Thursday, September 27, 2012

FULL COURT PRESS

From CounterPunch:

Upward Redistribution

Almost all of this discussion has focused narrowly on what the government actually takes from people in tax revenue and what it pays out in Social Security, unemployment insurance, and other benefits. This is unfortunate, because tax and transfer policy is the less important way in which the government helps or harms people.

And

We have also strengthened patent and copyright laws to make the monopolies granted stronger and longer. Currently we spend $300 billion a year on prescription drugs. If drugs were sold in a competitive market, we would save around $270 billion annually. This transfer from consumers to drug companies is about five times as large as the size of the Bush tax cuts to the richest 2 percent.

Labor-management policy is another important area through which the government redistributes income. In the last three decades this policy has been much more friendly to management and hostile to workers.
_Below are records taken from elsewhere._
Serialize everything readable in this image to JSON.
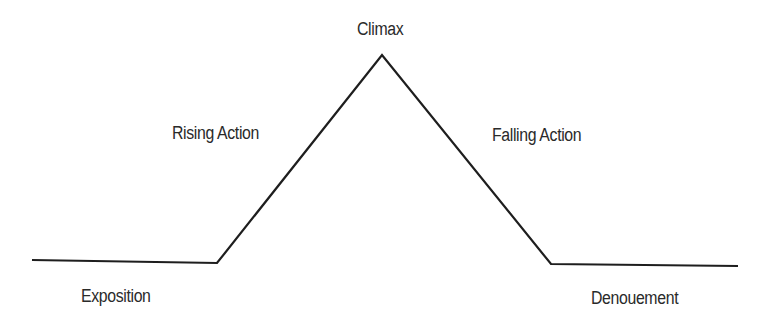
{
  "diagram": {
    "line_color": "#1e1e1e",
    "text_color": "#2a2a2a",
    "points": [
      {
        "x": 32,
        "y": 260
      },
      {
        "x": 217,
        "y": 263
      },
      {
        "x": 382,
        "y": 55
      },
      {
        "x": 551,
        "y": 264
      },
      {
        "x": 738,
        "y": 266
      }
    ],
    "labels": {
      "exposition": "Exposition",
      "rising_action": "Rising Action",
      "climax": "Climax",
      "falling_action": "Falling Action",
      "denouement": "Denouement"
    }
  }
}
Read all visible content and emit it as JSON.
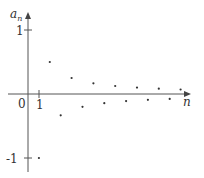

For example, in the Chicago teacher strike, Mayor Rahm Emanuel had gone to court and threatened strike leaders with fines and imprisonment if they did not end their strike.

More here.

Quite right.  It's not just the taxes.  Indeed, it's a full court press on working Americans, all to the benefit of that now controversial group that owns and operates the nation, that one percent of the top one percent, the filthy, filthy rich.  When the government is literally your plaything, you can rig almost the entire economy so as to fill your already full pockets.  Without the enforcement of already existing labor law, businesses can play the so-called "labor market" in countless ways, including pulling up stakes and moving to greener pastures when it looks like workers are thinking about unionizing, which is totally illegal, and on and on.  For that matter, increasing the minimum wage, which is now paying an adjusted for inflation rate equivalent to what workers were getting in 1960s, is dead on arrival when the plutocracy owns Congress.  It's taken decades since this started when Reagan took office, but we now live in an economy that has been structured of, by, and for the fabulously wealthy.

Of course, the justification has always been that "a rising tide lifts all the boats."  But I think it's now safe to say, beyond any doubt at all, that the rich have figured out how to make it such that only their boats rise.  Meanwhile, everybody else's boats just sink.  Why don't people understand this?